(Work instructions)
Your output should be the lines from the one containing "is (1005, 1787)." through the end of the listing, exact and inclusive, with no pictures.

------ Data in this exercise

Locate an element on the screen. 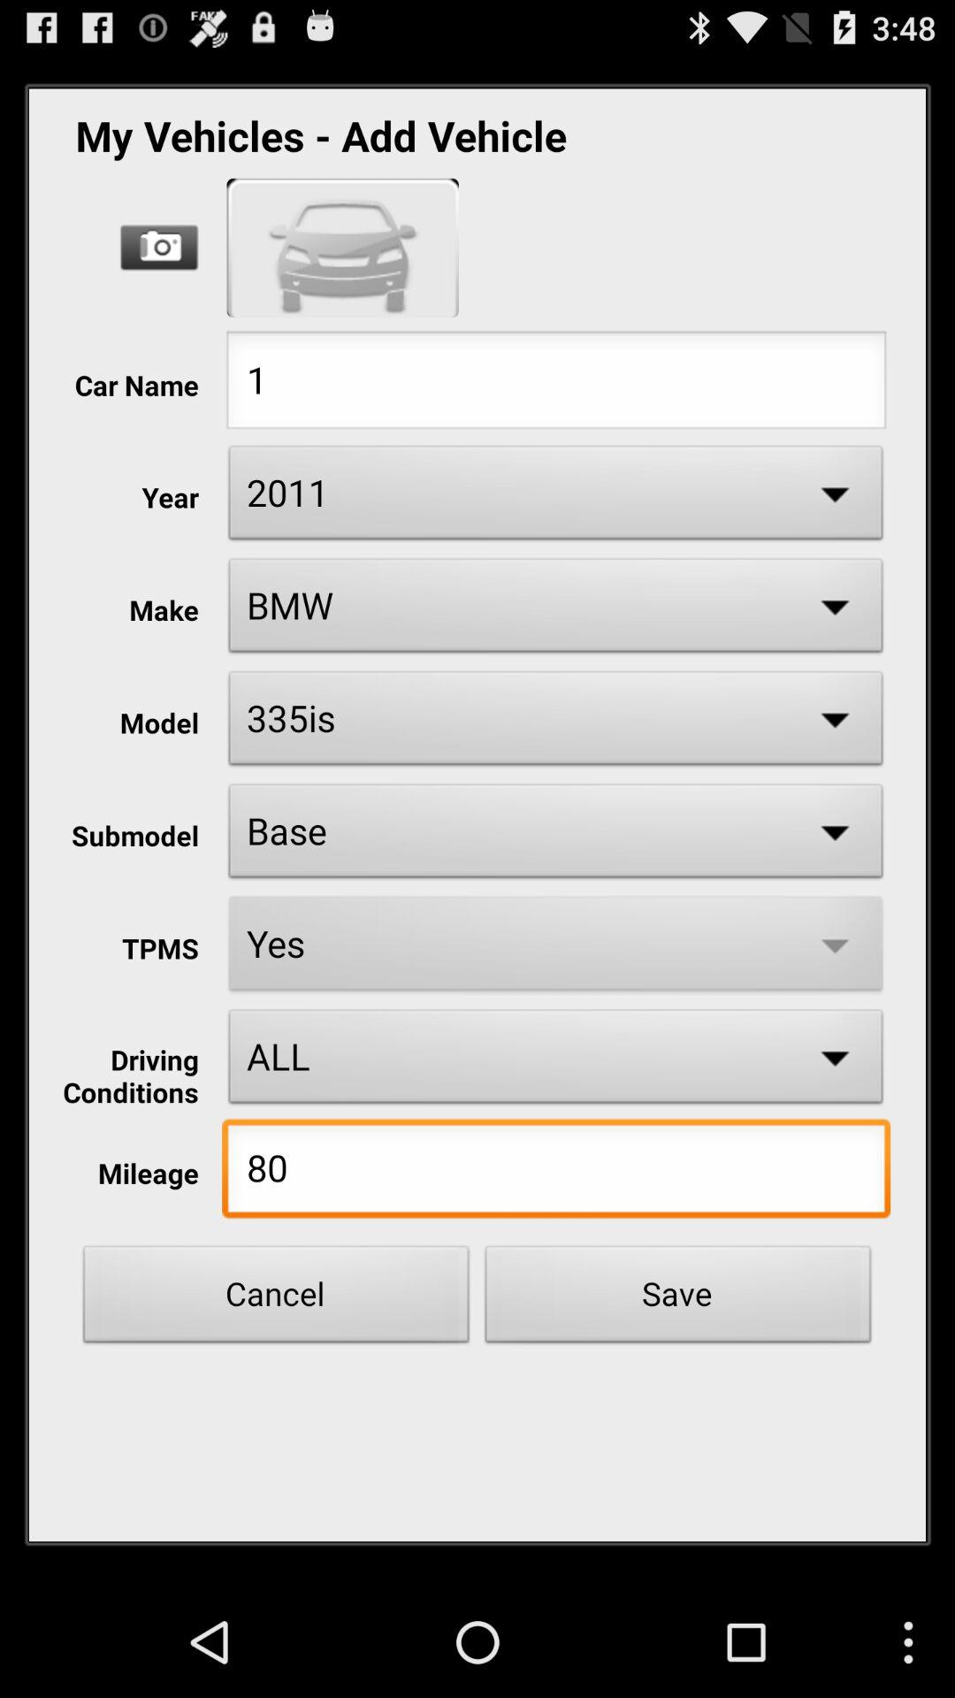  camera is located at coordinates (159, 248).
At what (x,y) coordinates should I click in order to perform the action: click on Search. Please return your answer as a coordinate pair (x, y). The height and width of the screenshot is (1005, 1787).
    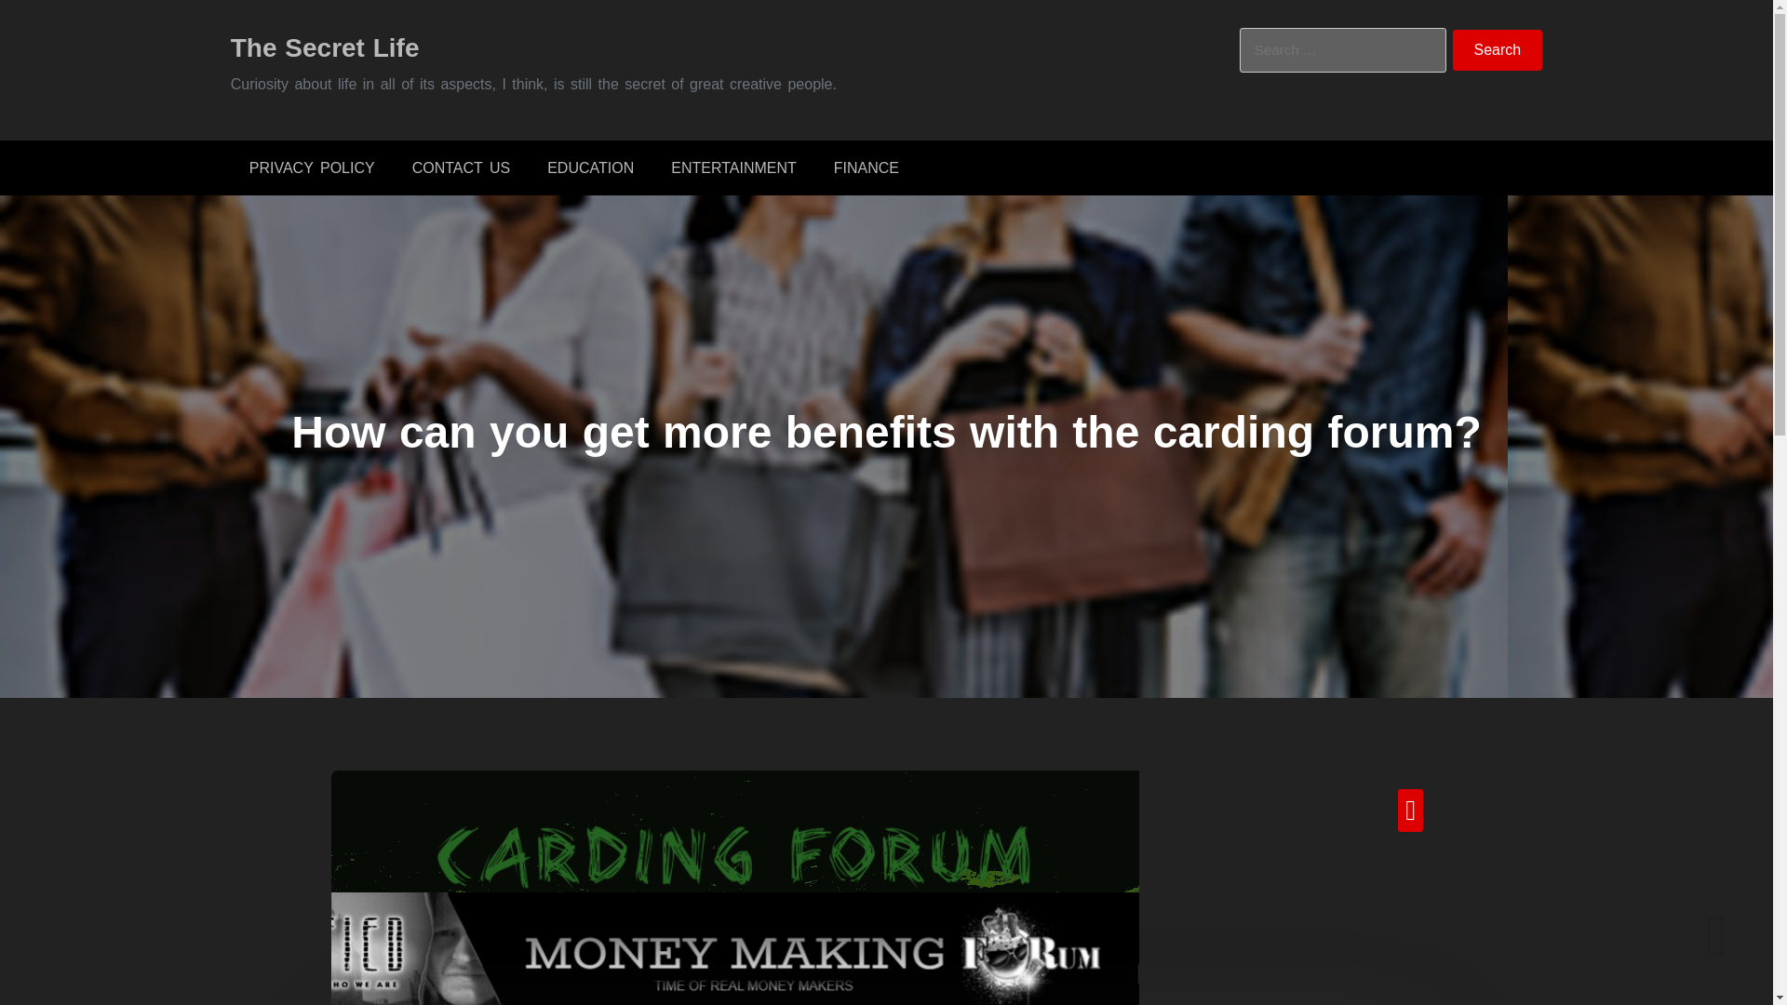
    Looking at the image, I should click on (1498, 50).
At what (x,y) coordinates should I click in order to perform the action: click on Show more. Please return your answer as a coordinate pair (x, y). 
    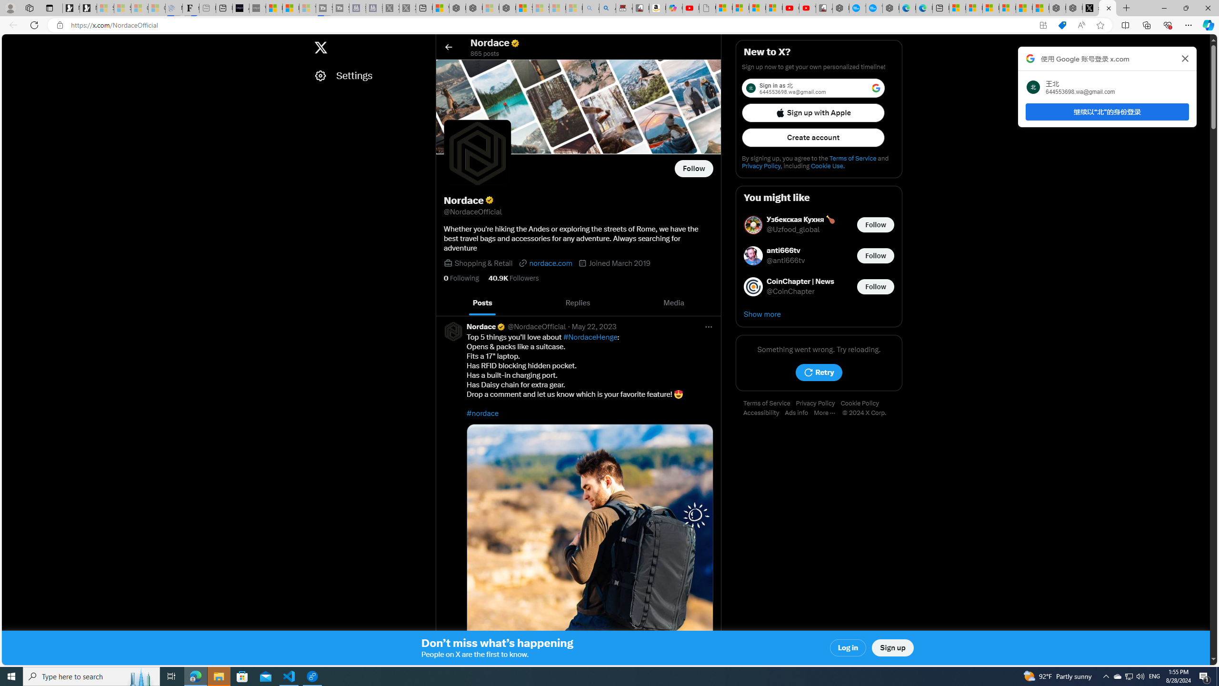
    Looking at the image, I should click on (819, 314).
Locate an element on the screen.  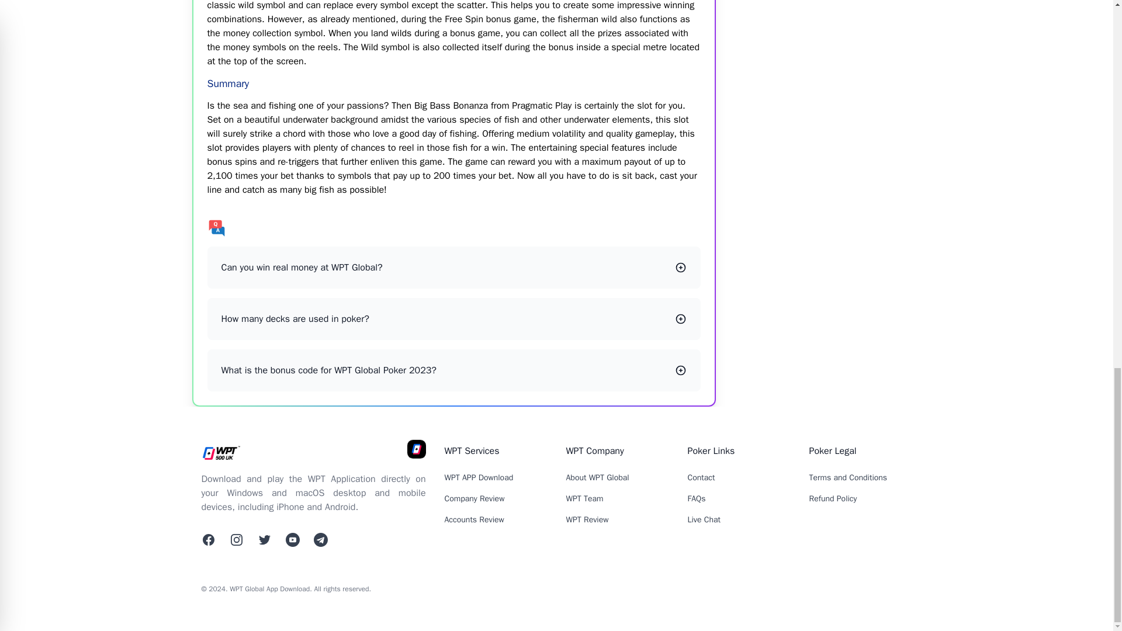
Twitter is located at coordinates (320, 540).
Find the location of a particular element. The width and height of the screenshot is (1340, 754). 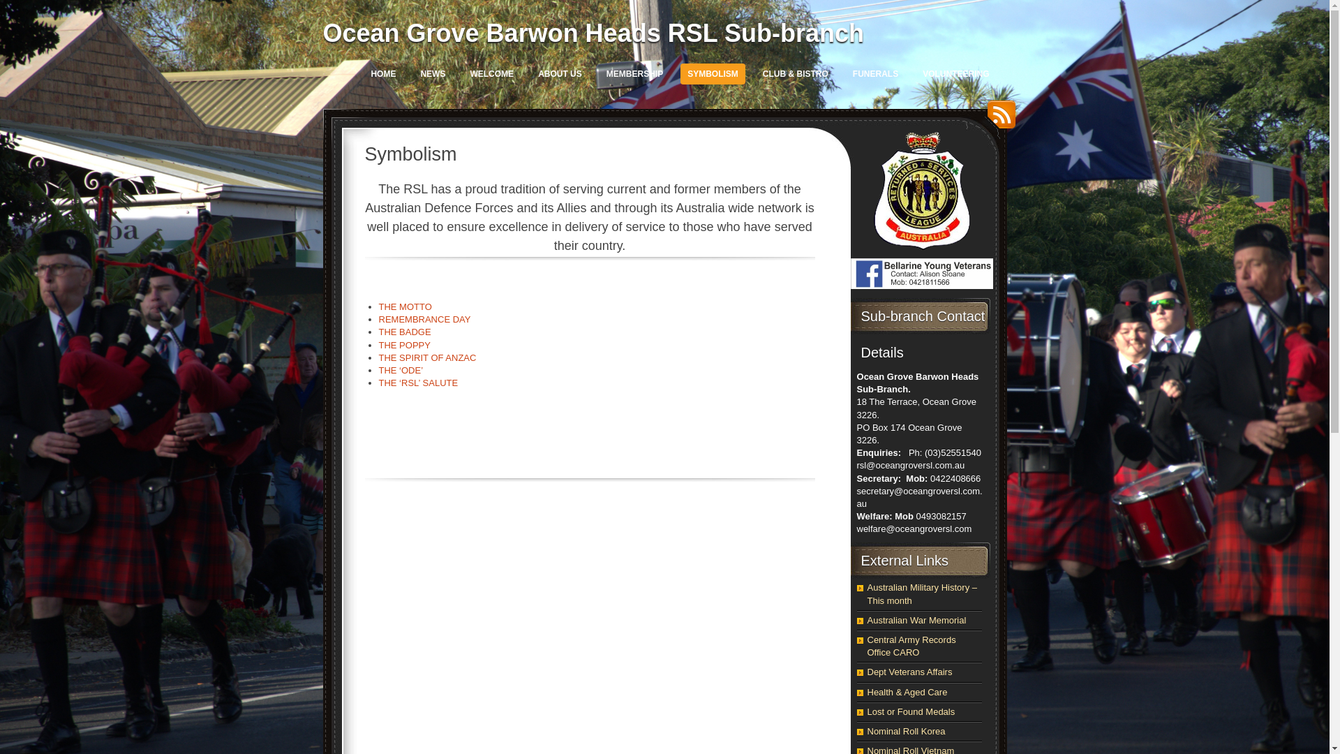

Australian War Memorial is located at coordinates (916, 620).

------------

(Task output)
At what (x,y) coordinates should I click in order to perform the action: click on Search. Please return your answer as a coordinate pair (x, y). The height and width of the screenshot is (1005, 1787).
    Looking at the image, I should click on (1498, 50).
At what (x,y) coordinates should I click in order to perform the action: click on Show more. Please return your answer as a coordinate pair (x, y). 
    Looking at the image, I should click on (819, 314).
Locate an element on the screen.  
Twitter is located at coordinates (320, 540).
Find the location of a particular element. The width and height of the screenshot is (1340, 754). 

Australian War Memorial is located at coordinates (916, 620).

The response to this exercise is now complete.